-- DATA FOR REVIEW follows --
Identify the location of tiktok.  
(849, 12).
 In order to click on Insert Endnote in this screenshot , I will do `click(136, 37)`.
-- DATA FOR REVIEW concluded --
-- DATA FOR REVIEW follows --
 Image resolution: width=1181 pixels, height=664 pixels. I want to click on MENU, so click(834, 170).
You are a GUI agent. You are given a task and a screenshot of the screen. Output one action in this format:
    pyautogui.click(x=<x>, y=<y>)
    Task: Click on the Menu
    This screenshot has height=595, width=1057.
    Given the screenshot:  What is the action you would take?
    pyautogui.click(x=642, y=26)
-- DATA FOR REVIEW concluded --
-- DATA FOR REVIEW follows --
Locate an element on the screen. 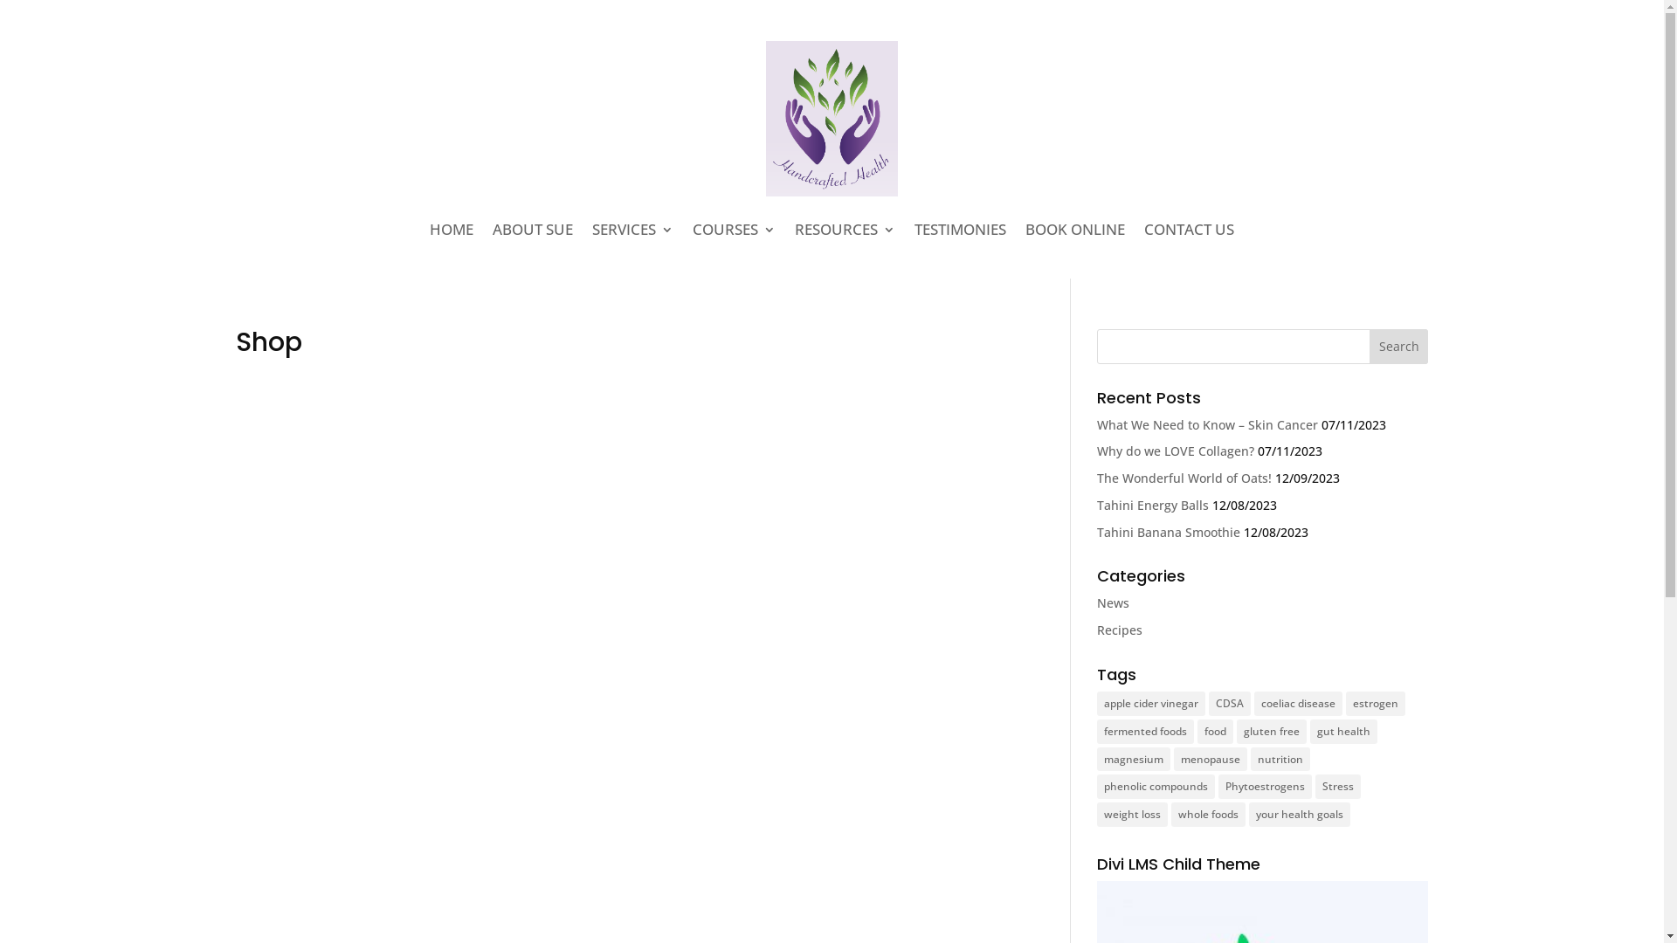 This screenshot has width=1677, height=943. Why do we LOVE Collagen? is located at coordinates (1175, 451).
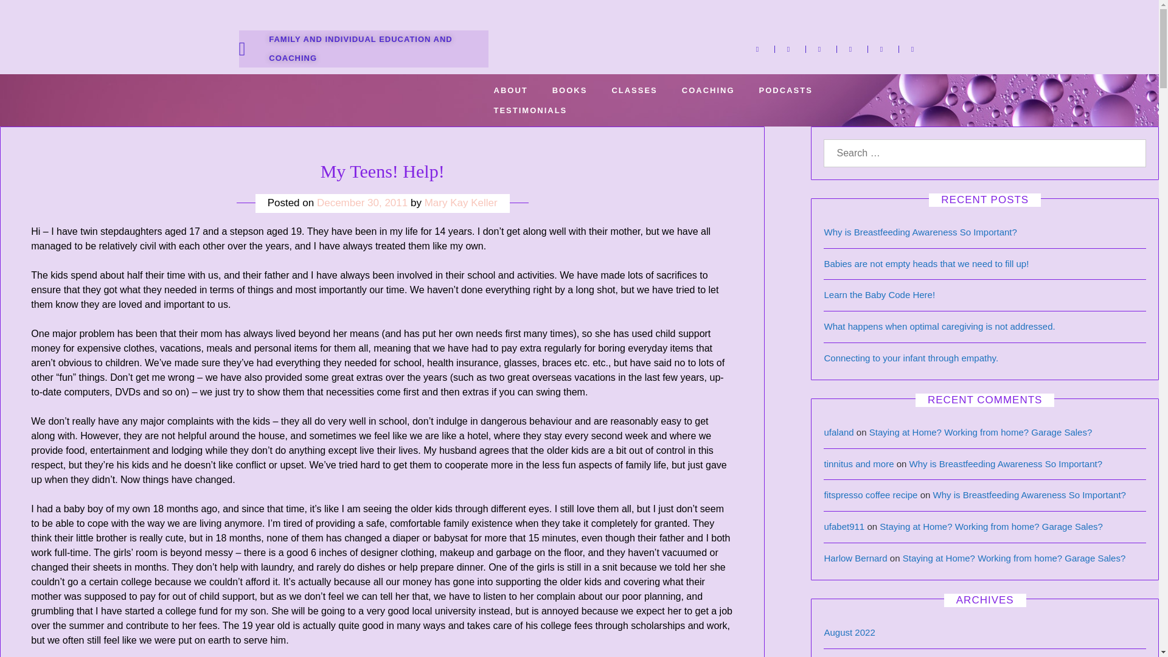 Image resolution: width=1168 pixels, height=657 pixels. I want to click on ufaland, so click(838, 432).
-- DATA FOR REVIEW concluded --
Only the lines above starting with the one with "Identify the location of tiktok." and going through the one with "In order to" are to be copied, word for word and with both ends kept.

Identify the location of tiktok.  
(849, 12).
 In order to click on Insert Endnote in this screenshot , I will do `click(136, 37)`.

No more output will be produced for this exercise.